Stop using Adblock

Adblock is a Chrome and Firefox extension that blocks popups and advertisements. I know a lot of people who use it, and even I used to use it. I thought it was a necessary part of the browsing experience.

There are two main reasons why I stopped using it:
I started to use Google Chrome. This was quite a while back and Adblock didn’t work on chrome then. So I decided to go without it.

The second reason was when I worked at Yelp and an employee noticed that AdBlock started blocking Yelp ads. It felt hypocritical that I blocked ads but worked at a company that relied on advertising.

At first I thought I could just whitelist sites, but then what about one time blogs that have good articles? Why deny them advertising revenue. Think about how many sites rely on advertising that you use. Reddit, Facebook, Google, news, Imgur, almost all profesional bloggers, webcomics (Questionable Content I’ve always noted specifically).

So I stopped using AdBlock and honestly the experience hasn’t been that bad. There are a few sites that pop up obnoxious popups that get through Chrome’s built in pop up blocker.
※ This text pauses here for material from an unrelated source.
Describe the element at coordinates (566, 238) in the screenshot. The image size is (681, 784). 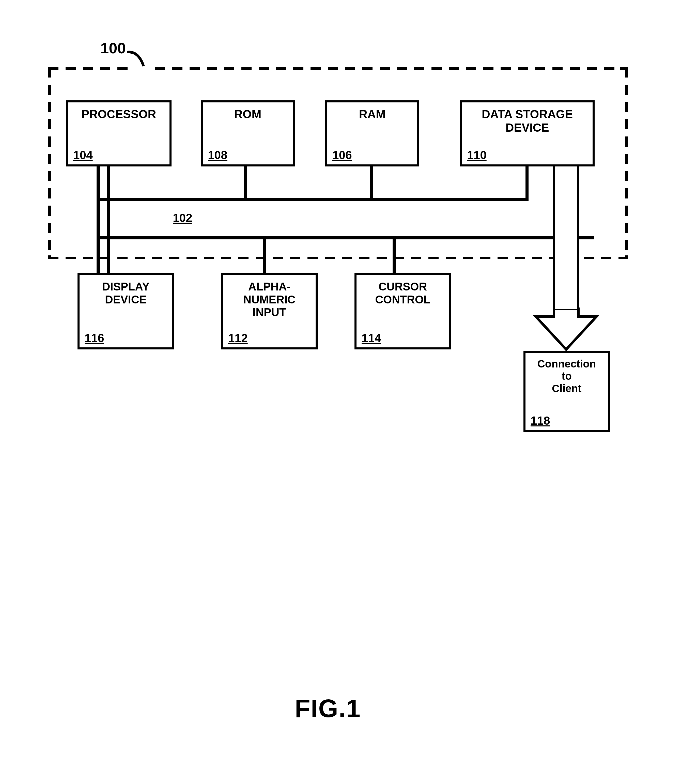
I see `arrow-fill` at that location.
But for the most part, ads aren’t that bad. The age of the really really obnoxious ones have been stopped or perhaps I browse a different set of sites than I used to? Either way, I haven’t had too much trouble or annoyance.

I’m going to cover a few things I’ve heard in support of using AdBlock or things I’ve heard when I mention I feel that it’s wrong to use AdBlock.

I don’t click on the ads anyway.
Doesn’t matter, the fact is that most advertising is actually impression based. Newspaper ads, Television ads, none of which you interact with, the point is to get the message and positive association out there. Think of the Old Spice Commercial, you didn’t click it, you didn’t interact with it, but you still watched it right? That’s impression advertising. It’s brand awareness, you trust what you’ve heard before than what you haven’t.

I don’t want to support certain sites that have ads
Then stop using them.

Flash ads blast my CPU and cause it suffer and weep uncontrollably.
I use FlashBlock to prevent flash ads, a lot of sites are sensible enough to fallback to a HTML ad if the flash is blocked. Also Flash is dying with the web in general, people are relying less and less on flash and advertising will be no different. It’s somewhat of an excuse but the fact is that Flash is really just terrible on a mac. (this also prevents audio ads automatically playing)

Some ads are just annoying (playing music, video, popups etc)
So here’s the thing, if somebody really does have annoying ads, and you believe the website is a good service, then tell them that their ads fucking suck and not to allow those ads.

They do have some say in what ads appear on their site if they complain.

If they aren’t going to change it, then maybe you can use your consumer powers and not visit that site anymore?

What if I just whitelist the sites I use the most?
What about one time visits to blogs? Would you remember to whitelist them? Do they deserve no revenue just because you aren’t a regular visitor?

My connection speed is slow, every kilobyte counts! / I have a monthly cap! 
This is a reasonable excuse in my opinion.

I’m only one person, why does it matter, its only one impression?
You already know the answer to this, it matters from an individual perspective. Group think and excusing things because you don’t think your contribution matters is a pretty weak argument. It’s not about what others do, but about your own actions.

I will be first to admit, this is somewhat biased. I’m a software engineer at a web development company, I have lots of friends who work in the field, thus many of friend’s companies rely on advertising revenue in one way or another. (VerticalBrands: the company I’m working at right now does not make it’s money on advertising but it does use advertising to get customers!)

If you are a software engineer, stop fucking using AdBlock now. We ALL have at least one friend who works at Google, or Yelp, or Facebook, or somebody. Even if the company doesn’t rely on advertising as a revenue source, I’m sure they use it as a source of getting new customers.

I got this last reason for AdBlock from reddit and it’s also excusable.

Some ads have nudity. I go to gay porn sites that have naked women all over their popups. There’s no greater boner killer than seeing the wrong kind of porn pop up when you’re coming close.

Small Update:
Advertisers are constantly trying to determine wether ads are annoying or just bad. Hulu A/B tested forever to determine how long people are willing to watch ads on an television format. Use your consumer choice or complain! Please, it’s the only way legitimate companies will learn. Of course shitty sites that are gaming the system won’t learn, but you should do your best to avoid those sites.